Article from Bean's Trees and Shrubs Hardy in the British Isles

Recommended citation
'Viburnum molle' from the website Trees and Shrubs Online (treesandshrubsonline.org/articles/viburnum/viburnum-molle/). Accessed 2024-03-29.

A deciduous shrub of bushy habit, 6 to 12 ft high; young shoots glabrous and bright green at first, soon turning grey; older bark peeling. Leaves broadly ovate to roundish, 2 to 5 in. long, 134 to 334 in. wide, mostly heart-shaped at the base, slender-pointed, coarsely triangular toothed, the teeth twenty to thirty on each side, upper surface dark green and glabrous, paler and more or less downy beneath; stalk 12 to almost 2 in. long. Flowers white, all perfect, 14 in. across, produced in long-stalked cymes 2 to 4 in. wide. Fruits scarcely 12 in. long, oval, much compressed, blue-black.

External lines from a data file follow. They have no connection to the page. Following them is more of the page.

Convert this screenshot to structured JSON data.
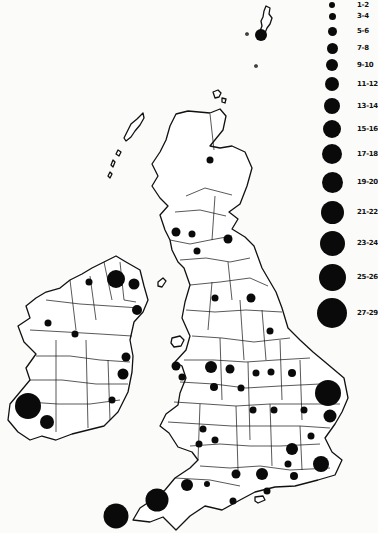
{
  "legend": {
    "items": [
      {
        "label": "1-2",
        "y": 5,
        "r": 3
      },
      {
        "label": "3-4",
        "y": 16,
        "r": 3.5
      },
      {
        "label": "5-6",
        "y": 31,
        "r": 4.5
      },
      {
        "label": "7-8",
        "y": 48,
        "r": 5.5
      },
      {
        "label": "9-10",
        "y": 65,
        "r": 6
      },
      {
        "label": "11-12",
        "y": 84,
        "r": 7
      },
      {
        "label": "13-14",
        "y": 106,
        "r": 8
      },
      {
        "label": "15-16",
        "y": 129,
        "r": 9
      },
      {
        "label": "17-18",
        "y": 154,
        "r": 10
      },
      {
        "label": "19-20",
        "y": 182,
        "r": 10.5
      },
      {
        "label": "21-22",
        "y": 212,
        "r": 11.5
      },
      {
        "label": "23-24",
        "y": 243,
        "r": 12.5
      },
      {
        "label": "25-26",
        "y": 277,
        "r": 13.5
      },
      {
        "label": "27-29",
        "y": 313,
        "r": 15
      }
    ]
  },
  "map": {
    "dots": [
      {
        "x": 261,
        "y": 35,
        "r": 6
      },
      {
        "x": 210,
        "y": 160,
        "r": 3.5
      },
      {
        "x": 176,
        "y": 232,
        "r": 4.5
      },
      {
        "x": 192,
        "y": 234,
        "r": 3.5
      },
      {
        "x": 228,
        "y": 239,
        "r": 4.5
      },
      {
        "x": 197,
        "y": 251,
        "r": 3.5
      },
      {
        "x": 116,
        "y": 279,
        "r": 9
      },
      {
        "x": 134,
        "y": 284,
        "r": 5.5
      },
      {
        "x": 89,
        "y": 282,
        "r": 3.5
      },
      {
        "x": 137,
        "y": 310,
        "r": 5
      },
      {
        "x": 215,
        "y": 298,
        "r": 3.5
      },
      {
        "x": 251,
        "y": 298,
        "r": 4.5
      },
      {
        "x": 48,
        "y": 323,
        "r": 3.5
      },
      {
        "x": 75,
        "y": 334,
        "r": 3.5
      },
      {
        "x": 270,
        "y": 331,
        "r": 3.5
      },
      {
        "x": 126,
        "y": 357,
        "r": 4.5
      },
      {
        "x": 123,
        "y": 374,
        "r": 5.5
      },
      {
        "x": 211,
        "y": 367,
        "r": 6
      },
      {
        "x": 176,
        "y": 366,
        "r": 4.5
      },
      {
        "x": 182,
        "y": 377,
        "r": 3.5
      },
      {
        "x": 230,
        "y": 369,
        "r": 4.5
      },
      {
        "x": 256,
        "y": 373,
        "r": 3.5
      },
      {
        "x": 271,
        "y": 372,
        "r": 3.5
      },
      {
        "x": 292,
        "y": 373,
        "r": 4
      },
      {
        "x": 241,
        "y": 388,
        "r": 3.5
      },
      {
        "x": 214,
        "y": 387,
        "r": 4
      },
      {
        "x": 112,
        "y": 400,
        "r": 3.5
      },
      {
        "x": 28,
        "y": 406,
        "r": 13
      },
      {
        "x": 47,
        "y": 422,
        "r": 7
      },
      {
        "x": 328,
        "y": 393,
        "r": 13
      },
      {
        "x": 330,
        "y": 416,
        "r": 6.5
      },
      {
        "x": 253,
        "y": 410,
        "r": 3.5
      },
      {
        "x": 274,
        "y": 410,
        "r": 3.5
      },
      {
        "x": 304,
        "y": 410,
        "r": 3.5
      },
      {
        "x": 203,
        "y": 429,
        "r": 3.5
      },
      {
        "x": 215,
        "y": 440,
        "r": 3.5
      },
      {
        "x": 199,
        "y": 444,
        "r": 3.5
      },
      {
        "x": 311,
        "y": 436,
        "r": 3.5
      },
      {
        "x": 292,
        "y": 449,
        "r": 6
      },
      {
        "x": 288,
        "y": 464,
        "r": 3.5
      },
      {
        "x": 321,
        "y": 464,
        "r": 8
      },
      {
        "x": 236,
        "y": 474,
        "r": 4.5
      },
      {
        "x": 294,
        "y": 476,
        "r": 4
      },
      {
        "x": 262,
        "y": 474,
        "r": 6
      },
      {
        "x": 233,
        "y": 501,
        "r": 3.5
      },
      {
        "x": 267,
        "y": 491,
        "r": 3.5
      },
      {
        "x": 187,
        "y": 485,
        "r": 6
      },
      {
        "x": 207,
        "y": 484,
        "r": 3
      },
      {
        "x": 157,
        "y": 500,
        "r": 11.5
      },
      {
        "x": 116,
        "y": 516,
        "r": 12.5
      }
    ]
  }
}
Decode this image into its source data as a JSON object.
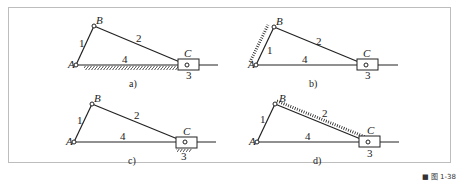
{
  "figure": {
    "figure_number": "■ 图 1-38",
    "panels": [
      {
        "id": "a",
        "caption": "a)",
        "fixed_link": "4",
        "points": {
          "A": "A",
          "B": "B",
          "C": "C"
        },
        "links": {
          "l1": "1",
          "l2": "2",
          "l3": "3",
          "l4": "4"
        }
      },
      {
        "id": "b",
        "caption": "b)",
        "fixed_link": "1",
        "points": {
          "A": "A",
          "B": "B",
          "C": "C"
        },
        "links": {
          "l1": "1",
          "l2": "2",
          "l3": "3",
          "l4": "4"
        }
      },
      {
        "id": "c",
        "caption": "c)",
        "fixed_link": "3",
        "points": {
          "A": "A",
          "B": "B",
          "C": "C"
        },
        "links": {
          "l1": "1",
          "l2": "2",
          "l3": "3",
          "l4": "4"
        }
      },
      {
        "id": "d",
        "caption": "d)",
        "fixed_link": "2",
        "points": {
          "A": "A",
          "B": "B",
          "C": "C"
        },
        "links": {
          "l1": "1",
          "l2": "2",
          "l3": "3",
          "l4": "4"
        }
      }
    ],
    "colors": {
      "line": "#222222",
      "frame": "#bdbdbd"
    }
  }
}
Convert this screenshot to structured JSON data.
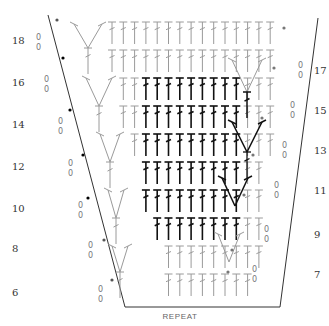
{
  "diagram": {
    "header_partial": "",
    "repeat_label": "REPEAT",
    "left_row_numbers": [
      "18",
      "16",
      "14",
      "12",
      "10",
      "8",
      "6"
    ],
    "right_row_numbers": [
      "17",
      "15",
      "13",
      "11",
      "9",
      "7"
    ],
    "chain_mark": "0",
    "stitch_symbol": "treble-crochet",
    "colors": {
      "dark_stitch": "#111111",
      "light_stitch": "#9a9a9a",
      "outline": "#333333"
    }
  }
}
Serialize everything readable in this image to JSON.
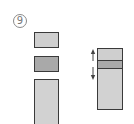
{
  "figure": {
    "label": "9"
  },
  "left_stack": {
    "blocks": [
      {
        "name": "top-block",
        "fill": "#cfcfcf",
        "x": 34,
        "y": 32,
        "w": 25,
        "h": 16
      },
      {
        "name": "middle-block",
        "fill": "#a9a9a9",
        "x": 34,
        "y": 56,
        "w": 25,
        "h": 16
      },
      {
        "name": "bottom-block",
        "fill": "#d2d2d2",
        "x": 34,
        "y": 79,
        "w": 25,
        "h": 46
      }
    ]
  },
  "right_stack": {
    "x": 97,
    "y": 48,
    "w": 26,
    "h": 62,
    "segments": [
      {
        "name": "top-segment",
        "fill": "#cfcfcf",
        "height": 12
      },
      {
        "name": "middle-segment",
        "fill": "#a9a9a9",
        "height": 8
      },
      {
        "name": "bottom-segment",
        "fill": "#d2d2d2",
        "height": 42
      }
    ],
    "arrow": {
      "type": "double-headed-vertical",
      "x": 93,
      "y_top": 50,
      "y_bottom": 78,
      "color": "#444444"
    }
  },
  "colors": {
    "outline": "#3a3a3a",
    "light_fill": "#cfcfcf",
    "dark_fill": "#a9a9a9",
    "label_text": "#777777"
  }
}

Native of eastern-central North America, rare in gardens (the plant once grown as V. molle was a form of the V. dentatum complex). V. molle is very distinct from other American viburnums with blue-black fruits in the combination of the loose peeling bark of the older branches, the long-stalked leaves, and the presence of a pair of glandular-downy stipules on the petiole.


V rafinesquianum Schultes

Synonyms
V. villosum Raf., not Swartz
V. affine var. hypomalacum Blake

A shrub to about 8 ft high; bark not peeling. Leaves from narrow- to broad-ovate, acuminate or acute, truncate to slightly cordate at the base, with up to ten rather coarse teeth on each side, softly downy beneath. Petioles very short (rarely more than {1/4} in. long), usually furnished with stipules. Cymes to about 3 in. wide. Fruits blue-black, ellipsoid; stone flattened, shallowly grooved. Native of eastern N. America, sometimes cultivated for its scarlet autumn colouring. It has been confused with the downy form of V. dentatum (var. pubescens) but differs, among other characters, in the very shortly stalked leaves.


var. affine (Blake) House

Leaves more or less glabrous beneath.